0xf11a1456d7b0d9d13671f348928a84263d6a2f408fe58dabce126718a06a655a
0x49847dd298858c4ec1c059c11b22b3443d6a2f408fe58dabce126718a06a655a

We clearly see the least significant half of the nonce is equal the most significant half of the private key. However, as explained above, we are able to recover other interesting cases; for the same address we have found two nonces:

0x28c0a0b7399997a379ba83642e210a837d44ada61f63128ff1bff7742fcbdbe7
0x69ee6c0c3f1f477df4ff8b9f272809247d44ada61f63128ff1bff7742fcbdbe7

In this case the private key is not involved, as we rather find another unknown constant. We were also able to confirm the previous findings that some keys using such nonces were small keys: d = {1, 2, 4, 7, 11, 24, 75, 77, 87, 128, 144, 549, 897}. Thus keys are easily recovered by bruteforcing, similarly to what has been done on the website https://privatekeys.pw. We did not find accounts with a non-zero balance as for the previous attack and we think that those accounts are monitored by bots and are emptied each time the balance changes.

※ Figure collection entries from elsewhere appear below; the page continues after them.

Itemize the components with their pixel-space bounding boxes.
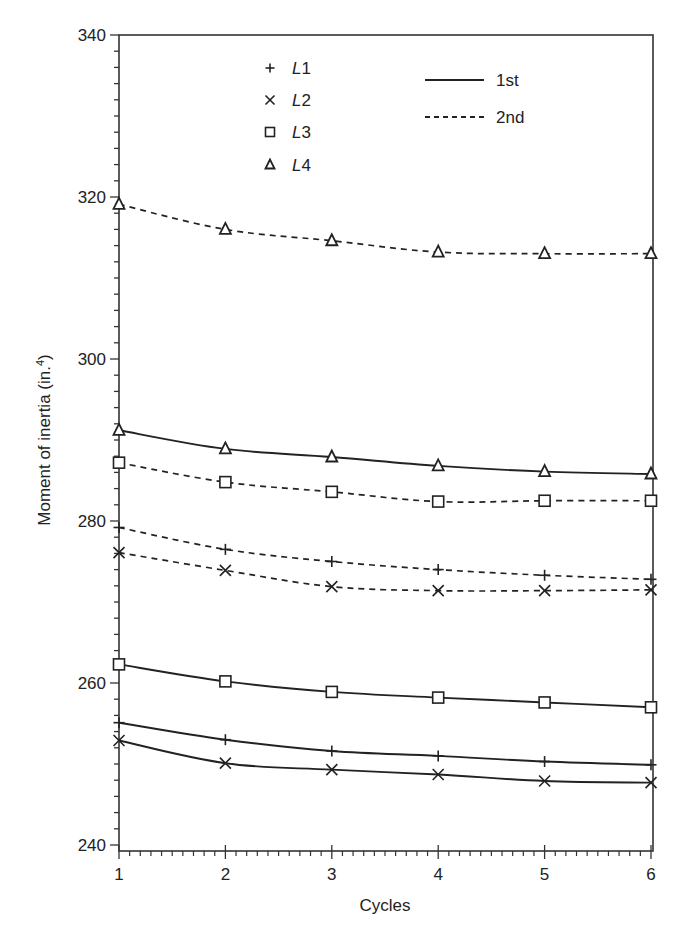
plus-marker-icon <box>539 570 550 581</box>
triangle-marker-icon <box>646 247 657 258</box>
series-l1-2nd <box>114 522 657 585</box>
triangle-shape <box>266 160 275 169</box>
series-l4-1st <box>114 424 657 479</box>
square-shape <box>646 495 657 506</box>
square-marker-icon <box>220 676 231 687</box>
plus-marker-icon <box>114 717 125 728</box>
y-axis-title: Moment of inertia (in.4) <box>34 354 54 525</box>
square-marker-icon <box>646 702 657 713</box>
legend-label-prefix: L <box>292 123 301 142</box>
series-line <box>119 463 651 502</box>
legend-label: L4 <box>292 156 311 175</box>
triangle-marker-icon <box>266 160 275 169</box>
plus-marker-icon <box>266 64 275 73</box>
series-l2-1st <box>114 735 657 788</box>
plus-marker-icon <box>433 750 444 761</box>
square-marker-icon <box>433 496 444 507</box>
series-line <box>119 430 651 474</box>
legend-label-prefix: L <box>292 156 301 175</box>
chart-container: 240260280300320340123456 L1L2L3L41st2nd … <box>0 0 695 950</box>
plus-marker-icon <box>433 564 444 575</box>
series-l4-2nd <box>114 198 657 258</box>
triangle-marker-icon <box>539 247 550 258</box>
plus-marker-icon <box>220 544 231 555</box>
square-shape <box>433 496 444 507</box>
moment-of-inertia-chart: 240260280300320340123456 L1L2L3L41st2nd … <box>0 0 695 950</box>
square-shape <box>433 692 444 703</box>
plus-marker-icon <box>114 522 125 533</box>
legend-item-1st: 1st <box>425 71 519 90</box>
legend-label: 2nd <box>496 108 524 127</box>
square-marker-icon <box>266 128 275 137</box>
y-tick-label: 340 <box>78 26 106 45</box>
cross-marker-icon <box>266 96 275 105</box>
x-tick-label: 5 <box>540 865 549 884</box>
y-tick-label: 240 <box>78 836 106 855</box>
square-shape <box>114 457 125 468</box>
triangle-shape <box>220 223 231 234</box>
series-l2-2nd <box>114 547 657 596</box>
series-line <box>119 741 651 783</box>
y-tick-label: 280 <box>78 512 106 531</box>
x-tick-label: 6 <box>646 865 655 884</box>
square-shape <box>539 697 550 708</box>
legend-item-l3: L3 <box>266 123 311 142</box>
square-marker-icon <box>326 486 337 497</box>
legend-item-l4: L4 <box>266 156 311 175</box>
series-line <box>119 553 651 591</box>
series-l3-2nd <box>114 457 657 507</box>
legend-label-number: 4 <box>301 156 310 175</box>
square-marker-icon <box>114 659 125 670</box>
triangle-marker-icon <box>220 223 231 234</box>
triangle-shape <box>114 424 125 435</box>
y-tick-label: 260 <box>78 674 106 693</box>
legend-label-prefix: L <box>292 91 301 110</box>
legend-label: L3 <box>292 123 311 142</box>
y-tick-label: 300 <box>78 350 106 369</box>
square-shape <box>220 477 231 488</box>
triangle-shape <box>646 247 657 258</box>
square-shape <box>539 495 550 506</box>
legend-label-number: 1 <box>301 59 310 78</box>
square-marker-icon <box>646 495 657 506</box>
square-marker-icon <box>433 692 444 703</box>
plus-marker-icon <box>646 759 657 770</box>
x-tick-label: 3 <box>327 865 336 884</box>
legend-label: 1st <box>496 71 519 90</box>
plus-marker-icon <box>539 756 550 767</box>
cross-marker-icon <box>433 585 444 596</box>
plus-marker-icon <box>220 734 231 745</box>
legend-item-l1: L1 <box>266 59 311 78</box>
square-shape <box>326 486 337 497</box>
triangle-shape <box>539 247 550 258</box>
legend-item-2nd: 2nd <box>425 108 524 127</box>
series-l1-1st <box>114 717 657 770</box>
plus-marker-icon <box>646 574 657 585</box>
axes: 240260280300320340123456 <box>78 26 656 884</box>
square-shape <box>266 128 275 137</box>
series-layer <box>114 198 657 788</box>
legend: L1L2L3L41st2nd <box>266 59 525 175</box>
legend-label: L2 <box>292 91 311 110</box>
plus-marker-icon <box>326 556 337 567</box>
square-shape <box>114 659 125 670</box>
triangle-shape <box>114 198 125 209</box>
legend-label-number: 3 <box>301 123 310 142</box>
legend-label: L1 <box>292 59 311 78</box>
legend-label-number: 2 <box>301 91 310 110</box>
x-axis-title: Cycles <box>359 896 410 915</box>
square-marker-icon <box>326 686 337 697</box>
legend-label-prefix: L <box>292 59 301 78</box>
square-marker-icon <box>539 495 550 506</box>
square-shape <box>220 676 231 687</box>
y-axis-title-main: Moment of inertia (in. <box>35 366 54 526</box>
series-line <box>119 527 651 579</box>
square-marker-icon <box>539 697 550 708</box>
x-tick-label: 2 <box>221 865 230 884</box>
series-l3-1st <box>114 659 657 713</box>
plus-marker-icon <box>326 746 337 757</box>
x-tick-label: 1 <box>114 865 123 884</box>
square-marker-icon <box>220 477 231 488</box>
square-marker-icon <box>114 457 125 468</box>
series-line <box>119 664 651 707</box>
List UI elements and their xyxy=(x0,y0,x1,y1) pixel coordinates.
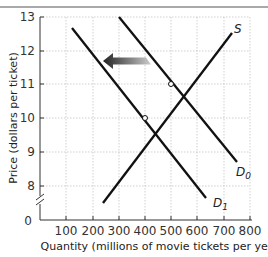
origin-label: 0 xyxy=(24,214,32,228)
demand-label-D1: D1 xyxy=(213,196,228,212)
equilibrium-point-new xyxy=(143,116,148,121)
x-axis-title: Quantity (millions of movie tickets per … xyxy=(41,240,268,253)
y-tick-10: 10 xyxy=(20,111,35,125)
supply-demand-chart: 13 12 11 10 9 8 0 100 200 300 400 500 60… xyxy=(0,0,268,257)
supply-label: S xyxy=(234,22,242,36)
x-tick-500: 500 xyxy=(160,224,183,238)
x-tick-100: 100 xyxy=(55,224,78,238)
y-tick-9: 9 xyxy=(27,145,35,159)
y-tick-11: 11 xyxy=(20,77,35,91)
demand-label-D0: D0 xyxy=(236,165,251,181)
y-axis-title: Price (dollars per ticket) xyxy=(7,52,20,183)
y-tick-13: 13 xyxy=(20,10,35,24)
x-tick-200: 200 xyxy=(82,224,105,238)
shift-left-arrow-icon xyxy=(103,53,151,69)
y-tick-8: 8 xyxy=(27,179,35,193)
x-tick-300: 300 xyxy=(108,224,131,238)
x-tick-600: 600 xyxy=(186,224,209,238)
demand-curve-D0 xyxy=(119,17,237,162)
x-tick-700: 700 xyxy=(213,224,236,238)
demand-curve-D1 xyxy=(72,28,206,198)
y-tick-12: 12 xyxy=(20,44,35,58)
equilibrium-point-initial xyxy=(169,82,174,87)
x-tick-800: 800 xyxy=(239,224,262,238)
x-tick-400: 400 xyxy=(134,224,157,238)
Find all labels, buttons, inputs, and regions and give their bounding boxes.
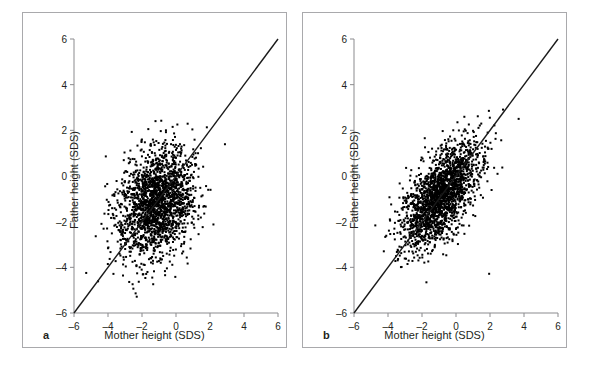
data-point <box>133 187 135 189</box>
data-point <box>403 225 405 227</box>
data-point <box>415 222 417 224</box>
y-tick-label: 4 <box>341 80 347 91</box>
data-point <box>141 193 143 195</box>
data-point <box>433 208 435 210</box>
data-point <box>457 144 459 146</box>
data-point <box>182 206 184 208</box>
data-point <box>418 174 420 176</box>
data-point <box>116 199 118 201</box>
data-point <box>199 187 201 189</box>
data-point <box>430 176 432 178</box>
data-point <box>389 220 391 222</box>
data-point <box>435 164 437 166</box>
data-point <box>172 212 174 214</box>
data-point <box>406 206 408 208</box>
data-point <box>458 196 460 198</box>
data-point <box>440 168 442 170</box>
data-point <box>184 174 186 176</box>
data-point <box>488 273 490 275</box>
data-point <box>143 197 145 199</box>
data-point <box>179 232 181 234</box>
y-tick-label: 6 <box>341 34 347 45</box>
data-point <box>407 208 409 210</box>
data-point <box>192 185 194 187</box>
data-point <box>427 187 429 189</box>
data-point <box>461 161 463 163</box>
data-point <box>111 207 113 209</box>
data-point <box>149 204 151 206</box>
data-point <box>435 154 437 156</box>
data-point <box>146 271 148 273</box>
data-point <box>468 191 470 193</box>
data-point <box>449 218 451 220</box>
data-point <box>143 167 145 169</box>
data-point <box>410 187 412 189</box>
data-point <box>401 222 403 224</box>
data-point <box>133 193 135 195</box>
data-point <box>140 238 142 240</box>
data-point <box>435 211 437 213</box>
data-point <box>184 210 186 212</box>
data-point <box>198 206 200 208</box>
data-point <box>410 169 412 171</box>
data-point <box>174 276 176 278</box>
y-tick-label: 2 <box>61 125 67 136</box>
data-point <box>146 200 148 202</box>
data-point <box>442 170 444 172</box>
data-point <box>440 145 442 147</box>
data-point <box>162 187 164 189</box>
data-point <box>122 229 124 231</box>
data-point <box>166 175 168 177</box>
data-point <box>179 214 181 216</box>
data-point <box>170 175 172 177</box>
data-point <box>150 171 152 173</box>
data-point <box>184 169 186 171</box>
data-point <box>436 170 438 172</box>
data-point <box>163 157 165 159</box>
data-point <box>132 158 134 160</box>
data-point <box>173 209 175 211</box>
data-point <box>433 171 435 173</box>
data-point <box>174 136 176 138</box>
data-point <box>116 188 118 190</box>
data-point <box>484 155 486 157</box>
data-point <box>408 196 410 198</box>
data-point <box>144 237 146 239</box>
data-point <box>424 242 426 244</box>
data-point <box>484 151 486 153</box>
data-point <box>415 224 417 226</box>
data-point <box>164 180 166 182</box>
data-point <box>150 228 152 230</box>
data-point <box>160 130 162 132</box>
data-point <box>125 195 127 197</box>
data-point <box>179 191 181 193</box>
data-point <box>153 230 155 232</box>
data-point <box>419 211 421 213</box>
data-point <box>452 186 454 188</box>
data-point <box>425 219 427 221</box>
data-point <box>469 179 471 181</box>
data-point <box>427 253 429 255</box>
data-point <box>427 201 429 203</box>
data-point <box>160 239 162 241</box>
data-point <box>164 184 166 186</box>
data-point <box>145 157 147 159</box>
data-point <box>461 224 463 226</box>
data-point <box>171 173 173 175</box>
data-point <box>144 213 146 215</box>
data-point <box>429 206 431 208</box>
data-point <box>173 132 175 134</box>
data-point <box>168 152 170 154</box>
data-point <box>427 198 429 200</box>
data-point <box>164 201 166 203</box>
data-point <box>166 200 168 202</box>
data-point <box>153 236 155 238</box>
data-point <box>172 151 174 153</box>
data-point <box>114 224 116 226</box>
data-point <box>450 215 452 217</box>
data-point <box>442 178 444 180</box>
data-point <box>158 213 160 215</box>
data-point <box>460 153 462 155</box>
data-point <box>128 281 130 283</box>
data-point <box>140 250 142 252</box>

Since this attack is quite fast, we have also run it on variations of the half-half nonce generation: k = h_{lsb} || d_{msb}, k = d_{msb} || h_{msb} and k = d_{msb} || h_{lsb} but we did not find additional results.

We have also run the same attack on our Ethereum data set that we gathered during previous attacks. The attack took 49m11 on the same machine. No private keys were recovered with this attack.

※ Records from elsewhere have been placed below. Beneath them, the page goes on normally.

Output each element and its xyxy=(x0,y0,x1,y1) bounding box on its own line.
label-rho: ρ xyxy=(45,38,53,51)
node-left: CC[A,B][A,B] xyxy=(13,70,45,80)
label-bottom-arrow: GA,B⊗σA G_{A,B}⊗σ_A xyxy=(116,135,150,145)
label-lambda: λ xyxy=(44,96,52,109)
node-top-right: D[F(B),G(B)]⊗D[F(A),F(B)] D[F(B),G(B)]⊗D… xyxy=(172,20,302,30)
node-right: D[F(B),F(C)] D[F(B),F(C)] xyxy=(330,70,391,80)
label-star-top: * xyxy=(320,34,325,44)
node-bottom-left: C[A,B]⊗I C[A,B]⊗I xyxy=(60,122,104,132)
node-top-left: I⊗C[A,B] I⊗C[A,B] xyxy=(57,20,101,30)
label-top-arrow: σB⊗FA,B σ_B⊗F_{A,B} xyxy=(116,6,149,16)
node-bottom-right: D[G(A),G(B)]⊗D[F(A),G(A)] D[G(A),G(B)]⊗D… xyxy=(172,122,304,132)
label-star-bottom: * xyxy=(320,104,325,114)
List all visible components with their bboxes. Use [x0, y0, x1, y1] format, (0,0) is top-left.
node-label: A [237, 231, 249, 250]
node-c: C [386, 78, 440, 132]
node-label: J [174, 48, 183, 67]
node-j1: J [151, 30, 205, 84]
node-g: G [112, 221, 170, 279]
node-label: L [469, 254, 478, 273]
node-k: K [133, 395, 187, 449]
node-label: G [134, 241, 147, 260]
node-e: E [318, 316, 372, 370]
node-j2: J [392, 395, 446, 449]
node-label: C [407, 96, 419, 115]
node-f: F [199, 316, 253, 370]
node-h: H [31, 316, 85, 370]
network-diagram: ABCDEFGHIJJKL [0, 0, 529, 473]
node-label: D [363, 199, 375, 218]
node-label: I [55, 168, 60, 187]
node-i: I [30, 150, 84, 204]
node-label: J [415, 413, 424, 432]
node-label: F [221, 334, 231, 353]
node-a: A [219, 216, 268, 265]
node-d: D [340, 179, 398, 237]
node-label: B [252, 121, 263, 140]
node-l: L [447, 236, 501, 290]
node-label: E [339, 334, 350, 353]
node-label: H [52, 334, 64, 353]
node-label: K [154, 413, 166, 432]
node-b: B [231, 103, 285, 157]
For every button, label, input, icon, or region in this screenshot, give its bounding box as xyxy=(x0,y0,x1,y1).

It is interesting to see how creative the nonce generation constructions have been made in the past and we wonder if any other exotic constructions exist in the wild. Even though, those new attacks did not recover new private keys it does not mean that other weak nonce generation algorithms have been used for previous transactions and could be recovered by similar methods. If such problems are discovered the best way to protect the funds is to to transfer them at a new address which was not used for transaction before and leave the vulnerable addresses empty. The script of our attack and the results we obtained are available on the Github repository of the Polynonce attack.

Acknowledgments

Special thanks to my colleagues Marco Macchetti and Nils Amiet, for the original attack, ideas and for contributing to this blog post with fruitful discussions.